Gwen dressed quickly and took him up to the roof. The sky-scoots still lay where they had discarded them a day earlier. Dirk bent to retrieve them, but Gwen took the silver-metal tissues from his hands and tossed them into the back of the gray manta air-car. Then she got the flight boots and controls and chucked them in afterwards. "No scoots today," she said. "We'll be covering too much ground."

Dirk nodded, and both of them vaulted over the car's wings into the front seat. Worlorn's sky made him feel as if he should be coming in from an expedition instead of just setting out on one.

The wind shrieked around the aircar wildly, and Dirk briefly took the stick so Gwen could tie back her long black hair. His own gray-brown mop whipped around in mad convulsions as they raced across the sky, but thought had him too abstracted to notice, much less be annoyed.

Gwen kept them high over the mountainwall and bore south.
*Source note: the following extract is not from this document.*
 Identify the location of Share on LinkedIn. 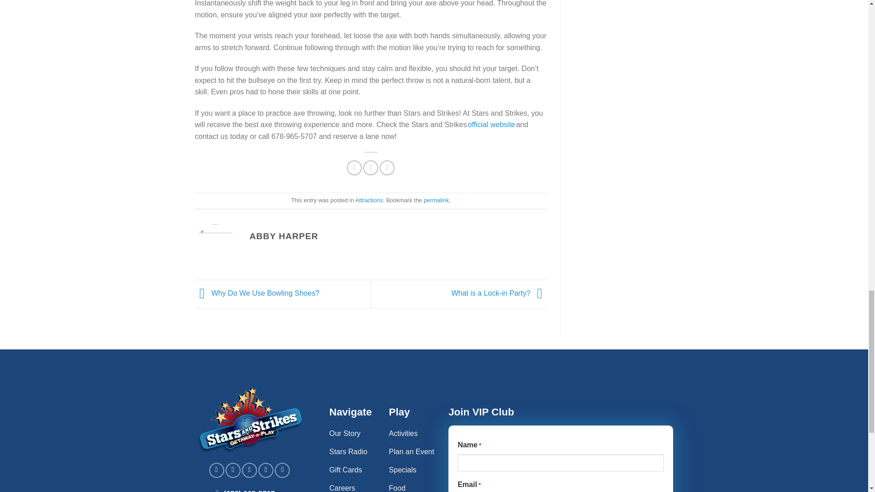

The placid Common with its gentle grassy hills and meandering rivers stretched far away to their right, until the sky came down to meet it. On the distant left, when the mountains dropped off, they could glimpse the edge of the wilderness. The choker-infested areas were obvious even from this altitude – yellow cancers spreading through the darker green.
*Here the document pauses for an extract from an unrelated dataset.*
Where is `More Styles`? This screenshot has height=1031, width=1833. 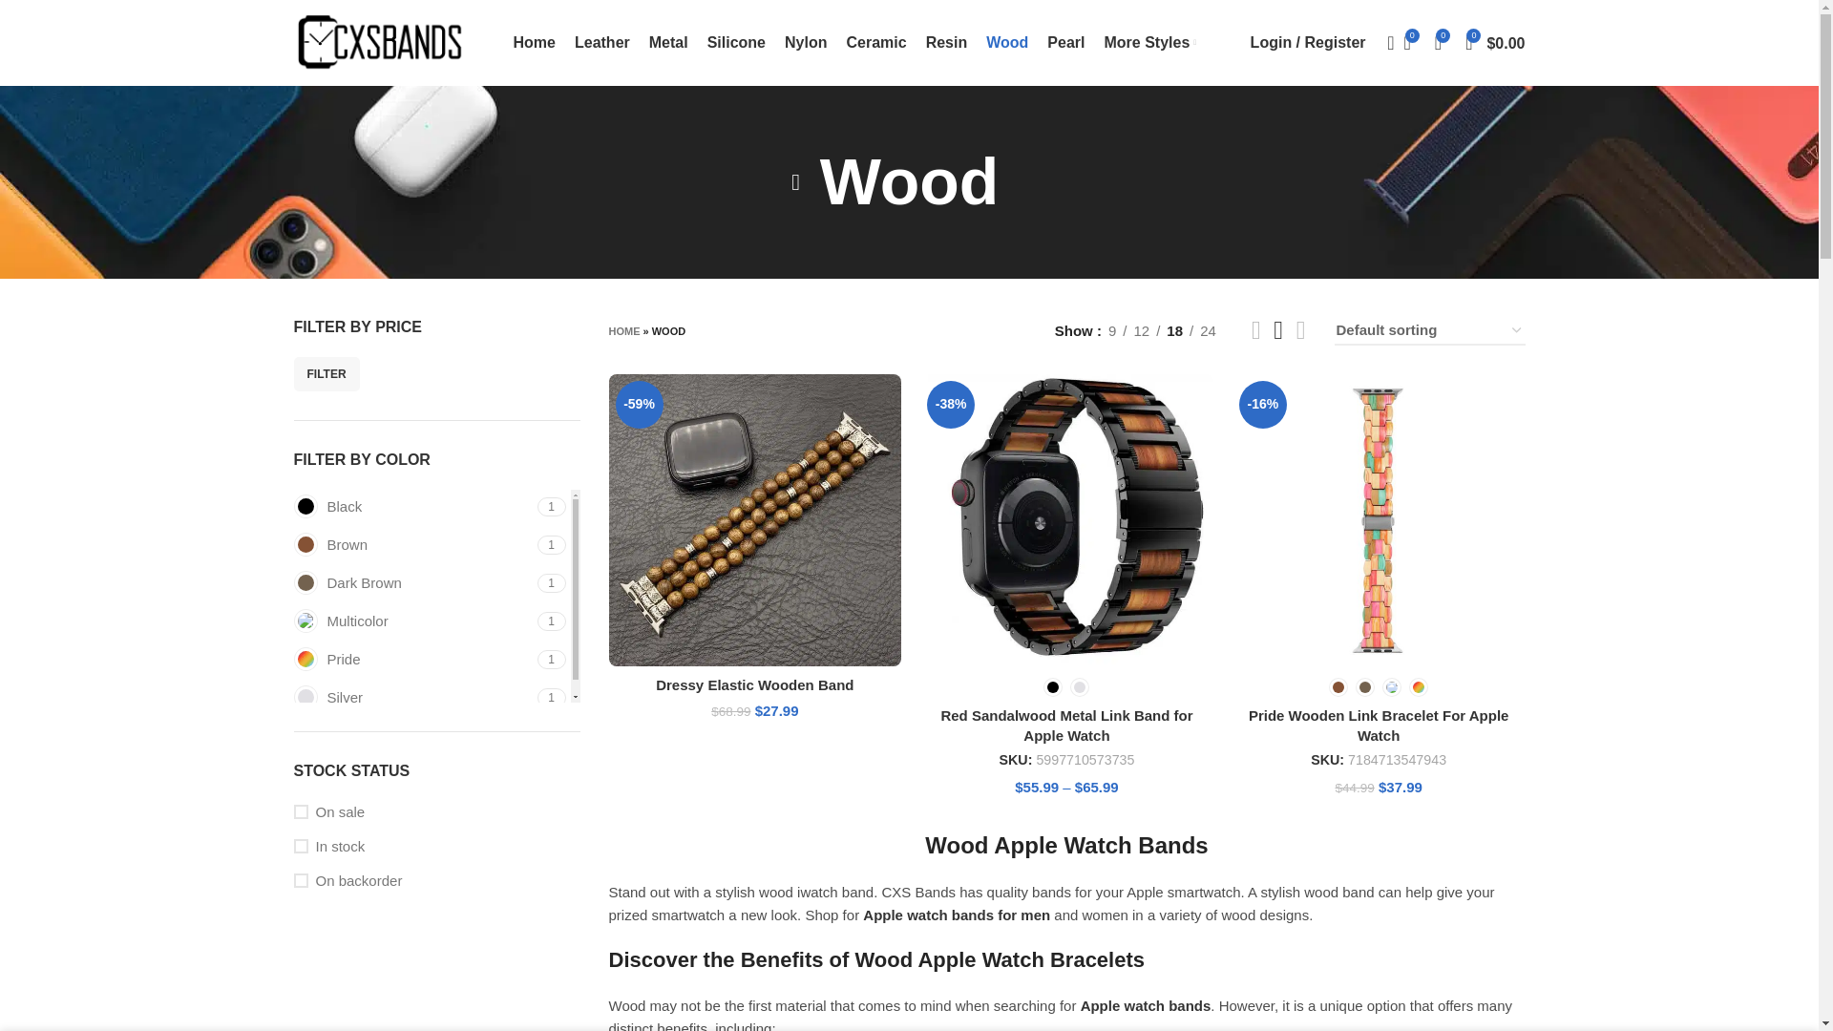 More Styles is located at coordinates (437, 596).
For nearly an hour they rode in silence, Dirk lost in his thoughts, trying to put one thing together with the next and failing. Until finally Gwen looked at him with a smile. "I like flying an aircar," she said. "Even this one. It makes me feel free and clean, cut off from all the problems down there. You know what I mean?"

Dirk nodded. "Yes. You're not the first one to say that. Lots of people feel that way. Myself included."

"Yes," she said. "I used to take you flying, remember? On Avalon? I'd fly for hours and hours, from dawn until dark that one time, and you'd just sit with an arm out the window, staring far and away with that dreamy look on your face." She smiled again.

He did remember. Those trips had been very special. They never spoke much, just looked at each other from time to time, and whenever their eyes met they'd grin. It was inevitable; no matter how hard he fought it, that grin had always come. But now it all seemed terribly far off, and lost.

"What made you think of that?" he asked her.

"You," she said, and gestured. "Sitting there, slouched, with one hand hanging over the side. Ah, Dirk. You cheat, you know. I think you did it deliberately, to make me think of Avalon, and smile, and want to hug you again. Bah."

And they laughed together.

And Dirk, almost unthinking, slid over in his seat and put his arm around her. She looked briefly into his face, then gave a small shrug, and her frown melted into a sigh of resignation and finally a reluctant smile. And she did not pull away.